SULAIMANI (ESTA) — Iran’s President Hassan Rouhani dismissed central bank governor Abdolnaser Hemmati, as he is running in the presidential election in June, Tasnim news agency reported on Sunday.
Rouhani “told me that if you stand in the election, you cannot remain the central bank chief because it affects monetary and exchange rate policies,” Tasnim cited Hammati as saying.
“I told him that I had no problem with his decision,” he added.
The hardline-led Guardian Council approved seven candidates out of 40 who met its basic criteria – in turn a small fraction of the 600 who had registered.
They included former chief nuclear negotiator Saeed Jalili, a conservative; former Revolutionary Guards chief Mohsen Rezaei, a frequent presidential candidate; and the current central bank governor, a low-profile moderate.
The council barred former president Mahmoud Ahmadinejad, former parliament speaker Ali Larijani, a moderate conservative, and pragmatist First Vice-President Eshaq Jahangiri, an ally of outgoing president Hassan Rouhani.
Rouhani and his moderate allies have blamed most of Iran’s economic woes on U.S. sanctions and given top priority to talks aimed at reviving Tehran’s 2015 nuclear deal with world powers, which former U.S. president Donald Trump quit.
But conservative and hardline allies of Khamenei have placed the responsibility squarely on the government, and insisted that Washington cannot be trusted to fulfil any accord.
The new U.S. administration of President Joe Biden aims to revive an agreement abandoned by his predecessor Donald Trump, under which Iran accepted curbs to its nuclear programme in return for the lifting of international sanctions. After Trump quit the pact and reimposed sanctions, Iran took steps that violate the deal’s nuclear limits.
So far, Iran and the Biden administration are at loggerheads over which side should move first to revive the agreement, with Tehran demanding Washington first lift sanctions and Washington calling on Tehran first to resume compliance with the deal.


*Directions for this task*. Would you reproduce every record exactly, leaving out the pictures?

*Exercise materials*.
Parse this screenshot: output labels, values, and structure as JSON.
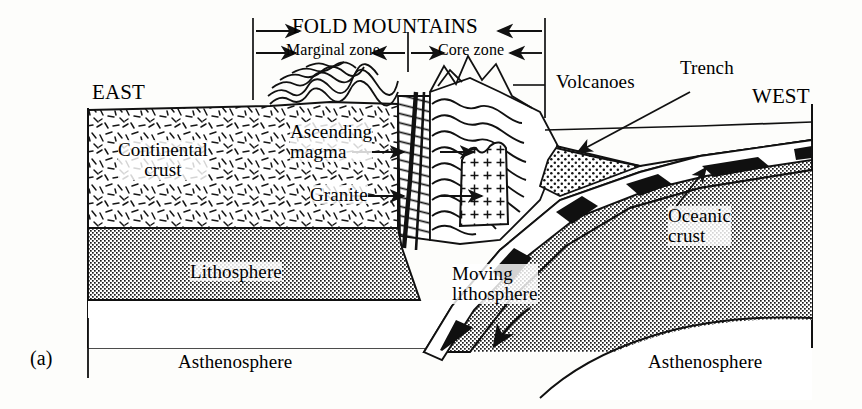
{
  "figure": {
    "panel_label": "(a)",
    "type": "geological cross-section",
    "style": {
      "ink": "#111111",
      "paper": "#fdfdfb",
      "stipple_gray": "#8d8d8d",
      "stripe_black": "#101010"
    }
  },
  "brackets": {
    "fold_mountains": "FOLD MOUNTAINS",
    "marginal_zone": "Marginal zone",
    "core_zone": "Core zone"
  },
  "compass": {
    "east": "EAST",
    "west": "WEST"
  },
  "labels": {
    "continental_crust": "Continental\ncrust",
    "ascending_magma": "Ascending\nmagma",
    "granite": "Granite",
    "volcanoes": "Volcanoes",
    "trench": "Trench",
    "oceanic_crust": "Oceanic\ncrust",
    "lithosphere": "Lithosphere",
    "moving_lithosphere": "Moving\nlithosphere",
    "asthenosphere_left": "Asthenosphere",
    "asthenosphere_right": "Asthenosphere"
  },
  "annotations": {
    "trench_arrow": "arrow pointing down-left to trench",
    "oceanic_crust_arrow": "arrow pointing up-right to magnetic stripe band",
    "magma_arrow": "arrow pointing right into fault conduit",
    "granite_arrow": "arrow pointing right into granite pluton",
    "moving_arrow": "curved arrow pointing down-left along subducting slab"
  },
  "patterns": {
    "continental_crust": "random dash hatch",
    "lithosphere": "fine dot stipple",
    "granite": "plus-sign hatch",
    "folds": "wavy fold layers",
    "marginal_zone": "inclined line hatch",
    "oceanic_crust": "alternating black and white magnetic stripes",
    "trench_sediment": "coarse dot stipple",
    "asthenosphere": "blank white"
  }
}
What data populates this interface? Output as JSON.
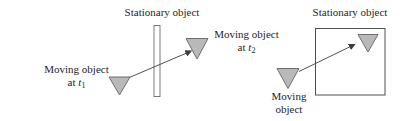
{
  "figure": {
    "left_panel": {
      "stationary_label": "Stationary object",
      "moving_t1": {
        "line1": "Moving object",
        "at": "at",
        "t_symbol": "t",
        "subscript": "1"
      },
      "moving_t2": {
        "line1": "Moving object",
        "at": "at",
        "t_symbol": "t",
        "subscript": "2"
      }
    },
    "right_panel": {
      "stationary_label": "Stationary object",
      "moving": {
        "line1": "Moving",
        "line2": "object"
      }
    },
    "colors": {
      "background": "#ffffff",
      "text": "#1e1e1e",
      "triangle_fill": "#b9b9b9",
      "triangle_stroke": "#6f6f6f",
      "arrow_line": "#3d3d3d",
      "barrier_stroke": "#7a7a7a",
      "box_stroke": "#4f4f4f"
    }
  }
}
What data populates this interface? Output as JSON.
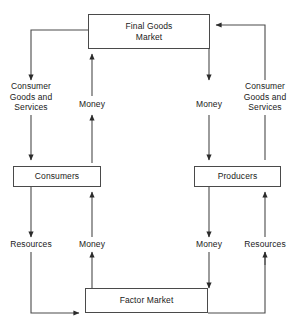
{
  "diagram": {
    "type": "flowchart",
    "background_color": "#ffffff",
    "line_color": "#4a4a4a",
    "text_color": "#1a1a1a",
    "nodes": [
      {
        "id": "final-goods-market",
        "label": "Final Goods\nMarket",
        "x": 88,
        "y": 14,
        "w": 122,
        "h": 35
      },
      {
        "id": "consumers",
        "label": "Consumers",
        "x": 13,
        "y": 166,
        "w": 88,
        "h": 21
      },
      {
        "id": "producers",
        "label": "Producers",
        "x": 194,
        "y": 166,
        "w": 87,
        "h": 21
      },
      {
        "id": "factor-market",
        "label": "Factor Market",
        "x": 85,
        "y": 288,
        "w": 123,
        "h": 25
      }
    ],
    "edge_labels": [
      {
        "id": "consumer-goods-left",
        "label": "Consumer\nGoods and\nServices",
        "cx": 31,
        "cy": 87
      },
      {
        "id": "money-upper-left",
        "label": "Money",
        "cx": 92,
        "cy": 105
      },
      {
        "id": "money-upper-right",
        "label": "Money",
        "cx": 209,
        "cy": 105
      },
      {
        "id": "consumer-goods-right",
        "label": "Consumer\nGoods and\nServices",
        "cx": 265,
        "cy": 87
      },
      {
        "id": "resources-left",
        "label": "Resources",
        "cx": 31,
        "cy": 244
      },
      {
        "id": "money-lower-left",
        "label": "Money",
        "cx": 92,
        "cy": 244
      },
      {
        "id": "money-lower-right",
        "label": "Money",
        "cx": 209,
        "cy": 244
      },
      {
        "id": "resources-right",
        "label": "Resources",
        "cx": 265,
        "cy": 244
      }
    ],
    "flows": [
      {
        "id": "flow-goods-to-consumers",
        "from": "final-goods-market",
        "to": "consumers",
        "label": "Consumer Goods and Services",
        "direction": "down-left"
      },
      {
        "id": "flow-money-consumers-to-goods",
        "from": "consumers",
        "to": "final-goods-market",
        "label": "Money",
        "direction": "up"
      },
      {
        "id": "flow-money-goods-to-producers",
        "from": "final-goods-market",
        "to": "producers",
        "label": "Money",
        "direction": "down"
      },
      {
        "id": "flow-goods-producers-to-market",
        "from": "producers",
        "to": "final-goods-market",
        "label": "Consumer Goods and Services",
        "direction": "up-right"
      },
      {
        "id": "flow-resources-consumers-to-factor",
        "from": "consumers",
        "to": "factor-market",
        "label": "Resources",
        "direction": "down-left"
      },
      {
        "id": "flow-money-factor-to-consumers",
        "from": "factor-market",
        "to": "consumers",
        "label": "Money",
        "direction": "up"
      },
      {
        "id": "flow-money-producers-to-factor",
        "from": "producers",
        "to": "factor-market",
        "label": "Money",
        "direction": "down"
      },
      {
        "id": "flow-resources-factor-to-producers",
        "from": "factor-market",
        "to": "producers",
        "label": "Resources",
        "direction": "up-right"
      }
    ]
  }
}
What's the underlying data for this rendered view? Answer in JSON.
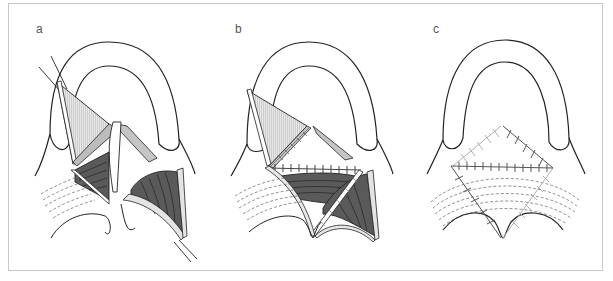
{
  "figure": {
    "panels": [
      {
        "id": "a",
        "label": "a",
        "description": "Flaps incised and elevated from palate"
      },
      {
        "id": "b",
        "label": "b",
        "description": "Flaps rotated and partially sutured"
      },
      {
        "id": "c",
        "label": "c",
        "description": "Final suture lines after closure"
      }
    ]
  },
  "colors": {
    "outline": "#222222",
    "flap_light": "#dcdcdc",
    "flap_mid": "#b8b8b8",
    "muscle_dark": "#5a5a5a",
    "suture_dark": "#555555",
    "suture_light": "#b0b0b0",
    "dashed": "#777777",
    "frame_border": "#c8c8c8"
  }
}
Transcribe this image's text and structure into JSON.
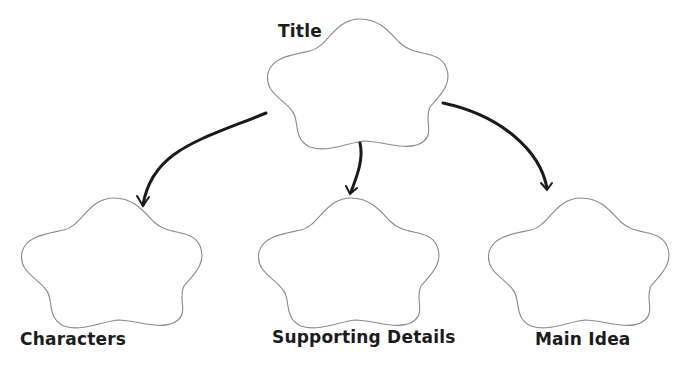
{
  "diagram": {
    "type": "graphic-organizer",
    "nodes": [
      {
        "id": "title",
        "label": "Title"
      },
      {
        "id": "characters",
        "label": "Characters"
      },
      {
        "id": "supporting",
        "label": "Supporting Details"
      },
      {
        "id": "main",
        "label": "Main Idea"
      }
    ],
    "edges": [
      {
        "from": "title",
        "to": "characters"
      },
      {
        "from": "title",
        "to": "supporting"
      },
      {
        "from": "title",
        "to": "main"
      }
    ],
    "colors": {
      "outline": "#8a8a8a",
      "arrow": "#1a1a1a",
      "text": "#1c1c1c",
      "background": "#ffffff"
    }
  }
}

*Reply*.
Parse this screenshot: output labels, values, and structure as JSON.
{
  "figure": {
    "panel_label": "(a)",
    "type": "geological cross-section",
    "style": {
      "ink": "#111111",
      "paper": "#fdfdfb",
      "stipple_gray": "#8d8d8d",
      "stripe_black": "#101010"
    }
  },
  "brackets": {
    "fold_mountains": "FOLD MOUNTAINS",
    "marginal_zone": "Marginal zone",
    "core_zone": "Core zone"
  },
  "compass": {
    "east": "EAST",
    "west": "WEST"
  },
  "labels": {
    "continental_crust": "Continental\ncrust",
    "ascending_magma": "Ascending\nmagma",
    "granite": "Granite",
    "volcanoes": "Volcanoes",
    "trench": "Trench",
    "oceanic_crust": "Oceanic\ncrust",
    "lithosphere": "Lithosphere",
    "moving_lithosphere": "Moving\nlithosphere",
    "asthenosphere_left": "Asthenosphere",
    "asthenosphere_right": "Asthenosphere"
  },
  "annotations": {
    "trench_arrow": "arrow pointing down-left to trench",
    "oceanic_crust_arrow": "arrow pointing up-right to magnetic stripe band",
    "magma_arrow": "arrow pointing right into fault conduit",
    "granite_arrow": "arrow pointing right into granite pluton",
    "moving_arrow": "curved arrow pointing down-left along subducting slab"
  },
  "patterns": {
    "continental_crust": "random dash hatch",
    "lithosphere": "fine dot stipple",
    "granite": "plus-sign hatch",
    "folds": "wavy fold layers",
    "marginal_zone": "inclined line hatch",
    "oceanic_crust": "alternating black and white magnetic stripes",
    "trench_sediment": "coarse dot stipple",
    "asthenosphere": "blank white"
  }
}
What data populates this interface? Output as JSON.
{
  "figure": {
    "left_panel": {
      "stationary_label": "Stationary object",
      "moving_t1": {
        "line1": "Moving object",
        "at": "at",
        "t_symbol": "t",
        "subscript": "1"
      },
      "moving_t2": {
        "line1": "Moving object",
        "at": "at",
        "t_symbol": "t",
        "subscript": "2"
      }
    },
    "right_panel": {
      "stationary_label": "Stationary object",
      "moving": {
        "line1": "Moving",
        "line2": "object"
      }
    },
    "colors": {
      "background": "#ffffff",
      "text": "#1e1e1e",
      "triangle_fill": "#b9b9b9",
      "triangle_stroke": "#6f6f6f",
      "arrow_line": "#3d3d3d",
      "barrier_stroke": "#7a7a7a",
      "box_stroke": "#4f4f4f"
    }
  }
}
What data populates this interface? Output as JSON.
{
  "diagram": {
    "type": "flowchart",
    "background_color": "#ffffff",
    "line_color": "#4a4a4a",
    "text_color": "#1a1a1a",
    "nodes": [
      {
        "id": "final-goods-market",
        "label": "Final Goods\nMarket",
        "x": 88,
        "y": 14,
        "w": 122,
        "h": 35
      },
      {
        "id": "consumers",
        "label": "Consumers",
        "x": 13,
        "y": 166,
        "w": 88,
        "h": 21
      },
      {
        "id": "producers",
        "label": "Producers",
        "x": 194,
        "y": 166,
        "w": 87,
        "h": 21
      },
      {
        "id": "factor-market",
        "label": "Factor Market",
        "x": 85,
        "y": 288,
        "w": 123,
        "h": 25
      }
    ],
    "edge_labels": [
      {
        "id": "consumer-goods-left",
        "label": "Consumer\nGoods and\nServices",
        "cx": 31,
        "cy": 87
      },
      {
        "id": "money-upper-left",
        "label": "Money",
        "cx": 92,
        "cy": 105
      },
      {
        "id": "money-upper-right",
        "label": "Money",
        "cx": 209,
        "cy": 105
      },
      {
        "id": "consumer-goods-right",
        "label": "Consumer\nGoods and\nServices",
        "cx": 265,
        "cy": 87
      },
      {
        "id": "resources-left",
        "label": "Resources",
        "cx": 31,
        "cy": 244
      },
      {
        "id": "money-lower-left",
        "label": "Money",
        "cx": 92,
        "cy": 244
      },
      {
        "id": "money-lower-right",
        "label": "Money",
        "cx": 209,
        "cy": 244
      },
      {
        "id": "resources-right",
        "label": "Resources",
        "cx": 265,
        "cy": 244
      }
    ],
    "flows": [
      {
        "id": "flow-goods-to-consumers",
        "from": "final-goods-market",
        "to": "consumers",
        "label": "Consumer Goods and Services",
        "direction": "down-left"
      },
      {
        "id": "flow-money-consumers-to-goods",
        "from": "consumers",
        "to": "final-goods-market",
        "label": "Money",
        "direction": "up"
      },
      {
        "id": "flow-money-goods-to-producers",
        "from": "final-goods-market",
        "to": "producers",
        "label": "Money",
        "direction": "down"
      },
      {
        "id": "flow-goods-producers-to-market",
        "from": "producers",
        "to": "final-goods-market",
        "label": "Consumer Goods and Services",
        "direction": "up-right"
      },
      {
        "id": "flow-resources-consumers-to-factor",
        "from": "consumers",
        "to": "factor-market",
        "label": "Resources",
        "direction": "down-left"
      },
      {
        "id": "flow-money-factor-to-consumers",
        "from": "factor-market",
        "to": "consumers",
        "label": "Money",
        "direction": "up"
      },
      {
        "id": "flow-money-producers-to-factor",
        "from": "producers",
        "to": "factor-market",
        "label": "Money",
        "direction": "down"
      },
      {
        "id": "flow-resources-factor-to-producers",
        "from": "factor-market",
        "to": "producers",
        "label": "Resources",
        "direction": "up-right"
      }
    ]
  }
}
What's the underlying data for this rendered view? Answer in JSON.
{
  "figure": {
    "panels": [
      {
        "id": "a",
        "label": "a",
        "description": "Flaps incised and elevated from palate"
      },
      {
        "id": "b",
        "label": "b",
        "description": "Flaps rotated and partially sutured"
      },
      {
        "id": "c",
        "label": "c",
        "description": "Final suture lines after closure"
      }
    ]
  },
  "colors": {
    "outline": "#222222",
    "flap_light": "#dcdcdc",
    "flap_mid": "#b8b8b8",
    "muscle_dark": "#5a5a5a",
    "suture_dark": "#555555",
    "suture_light": "#b0b0b0",
    "dashed": "#777777",
    "frame_border": "#c8c8c8"
  }
}
Transcribe this image's text and structure into JSON.
{
  "diagram": {
    "type": "graphic-organizer",
    "nodes": [
      {
        "id": "title",
        "label": "Title"
      },
      {
        "id": "characters",
        "label": "Characters"
      },
      {
        "id": "supporting",
        "label": "Supporting Details"
      },
      {
        "id": "main",
        "label": "Main Idea"
      }
    ],
    "edges": [
      {
        "from": "title",
        "to": "characters"
      },
      {
        "from": "title",
        "to": "supporting"
      },
      {
        "from": "title",
        "to": "main"
      }
    ],
    "colors": {
      "outline": "#8a8a8a",
      "arrow": "#1a1a1a",
      "text": "#1c1c1c",
      "background": "#ffffff"
    }
  }
}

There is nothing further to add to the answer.